If you simply want to develop "standard" games, this might not be important to you. But if you are a .NET developer and you want to integrate anything from the .NET ecosytem, Stride is what you want.
Also, Stride has probably the best shader system in the world.
Plus you need to use a PC to develop.
Now I'm thinking Unity assets could be adapted to work with Stride since both use C#. If so, switching from Unity to Stride won't be so bad.
"We hope we have been helpful in some way to your development needs."
That's a load-bearing "some way," if I've ever seen one.
I use Godot and now I'm wondering if this can't happen at Godot as well. Perhaps it's time to switch to Unity. You pay but at least they have sort of stood the test of time.
What they could theoretically do is stop developing it, or change the license for all newer versions of the engine to one that would force you to pay to use it (or similar). In which case Godot would most likely be forked on the same day and a big part of the current developers would just move over to the fork.
No, it most definitely is not time to do that. This can't happen to Godot, since FOSS licenses are irrevocable. It can happen to Unity. You'd be moving from a zero chance to a small but nonzero chance if you did that.
Seems like I dodged a bullet. I was looking at this a few months ago. Decided to play with love2d instead. Did a few projects in it. Then I got into unreal engine. A further distraction via cryengine used up the remainder of my time. I was about to get into the machinery in September.
Wow. Godot was to be October. So yeah. Bring that forwards.
That EULA is likely a bad idea in general. It's also most likely against the law in some jurisdictions. The backstory would be of interest mainly for probably avoiding these Devs in future if there wasn't a good reason for the debacle. Sour taste all round.
I was very excited to start reading the C code and was hoping a Nim port would be possible. Sad to hear I’m this late to the party because now I can’t even enjoy the blog posts.
After trying Godot 3.5, it felt like an inferior Unity.
The 4 alpha feels great.
My big fear with Unity isn't a total collapse, but gradual suckification of the engine. For now it's still the easiest way to build amazing games, but things are changing.
I'd be surprised if Godot or another FOSS engine wasn't dominant by 2025, or at the very least viewed as Blender is compared to Maya.
I'd like to know what is the underlying issue? Disagreement between founders? Acquisition? Legal problem? Not enough funding? Not enough customers?
Having followed the project from the beginning, the blog, the podcast: I hope they (the people) are ok.
https://books.ourmachinery.com/
http://web.archive.org/web/20220529231010/https://ourmachine...
Probably deleted
And if you accurate and patient enough, I think, you can manually copy latest state of repo
http://web.archive.org/web/20220801082043/https://github.com...

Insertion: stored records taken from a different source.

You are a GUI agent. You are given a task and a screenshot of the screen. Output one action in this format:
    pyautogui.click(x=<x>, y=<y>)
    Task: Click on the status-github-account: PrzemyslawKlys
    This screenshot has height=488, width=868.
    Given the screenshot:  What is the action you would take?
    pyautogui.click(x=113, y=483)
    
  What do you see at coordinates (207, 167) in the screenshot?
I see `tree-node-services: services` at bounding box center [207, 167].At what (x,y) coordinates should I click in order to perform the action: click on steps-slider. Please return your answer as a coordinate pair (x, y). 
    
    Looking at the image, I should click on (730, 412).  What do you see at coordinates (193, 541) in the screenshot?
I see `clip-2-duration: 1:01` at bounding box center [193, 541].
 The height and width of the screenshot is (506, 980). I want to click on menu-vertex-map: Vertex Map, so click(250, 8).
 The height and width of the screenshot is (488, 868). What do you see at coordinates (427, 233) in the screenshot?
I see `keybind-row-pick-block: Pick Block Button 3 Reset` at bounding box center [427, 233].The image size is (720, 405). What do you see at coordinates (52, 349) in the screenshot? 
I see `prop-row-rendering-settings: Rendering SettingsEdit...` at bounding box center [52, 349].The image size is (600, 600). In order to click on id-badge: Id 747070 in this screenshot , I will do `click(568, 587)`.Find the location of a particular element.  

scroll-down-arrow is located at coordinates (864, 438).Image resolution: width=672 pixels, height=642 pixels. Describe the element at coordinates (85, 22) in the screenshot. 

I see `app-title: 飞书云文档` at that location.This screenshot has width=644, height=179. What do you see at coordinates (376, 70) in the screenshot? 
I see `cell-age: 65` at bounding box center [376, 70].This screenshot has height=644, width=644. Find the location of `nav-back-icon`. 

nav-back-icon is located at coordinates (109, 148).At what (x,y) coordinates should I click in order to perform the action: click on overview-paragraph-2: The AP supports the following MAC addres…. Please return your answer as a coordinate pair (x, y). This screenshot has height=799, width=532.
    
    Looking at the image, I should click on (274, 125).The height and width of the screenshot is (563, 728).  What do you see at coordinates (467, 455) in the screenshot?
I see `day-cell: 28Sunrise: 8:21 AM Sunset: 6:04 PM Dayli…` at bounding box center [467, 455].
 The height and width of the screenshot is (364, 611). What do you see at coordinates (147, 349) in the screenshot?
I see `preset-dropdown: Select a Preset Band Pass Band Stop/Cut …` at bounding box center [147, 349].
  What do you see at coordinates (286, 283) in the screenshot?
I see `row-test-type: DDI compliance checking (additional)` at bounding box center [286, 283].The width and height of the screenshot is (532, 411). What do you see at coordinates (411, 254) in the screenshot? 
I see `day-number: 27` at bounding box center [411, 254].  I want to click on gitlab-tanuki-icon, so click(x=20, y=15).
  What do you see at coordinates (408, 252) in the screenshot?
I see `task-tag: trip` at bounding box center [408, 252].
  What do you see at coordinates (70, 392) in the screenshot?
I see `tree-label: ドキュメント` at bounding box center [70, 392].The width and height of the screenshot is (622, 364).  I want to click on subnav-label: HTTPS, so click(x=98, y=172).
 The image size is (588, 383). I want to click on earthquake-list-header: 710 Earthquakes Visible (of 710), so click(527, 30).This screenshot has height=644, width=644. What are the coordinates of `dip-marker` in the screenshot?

On the list of things to worry about, this was always like #100. #1 was a lack of updates, but a rug pull? I mean, what the hell?
Presumably also with some sort of NDA attached to it?
P.D. add "Tell HN:" to the title or a link to the web page
Not saying it didn't, but it'd be a great way to tank a competitor's business if it were fake. I wanna be sure before I get a pitchfork out.
To the extent this is legitimate, it definitely seems like grounds for a lawsuit. IANAL, so can't say if it'd succeed, but I am not convinced the last-minute EULA change would save them.
Email about the EULA change that added the termination clause two days ago: https://host.zlsadesign.com/SkfpU6ETq.png
This is definitely unacceptable. Are you considering legal action?
They deleted everything besides the frontpage and EULA page, a shame since their blog was a good resource.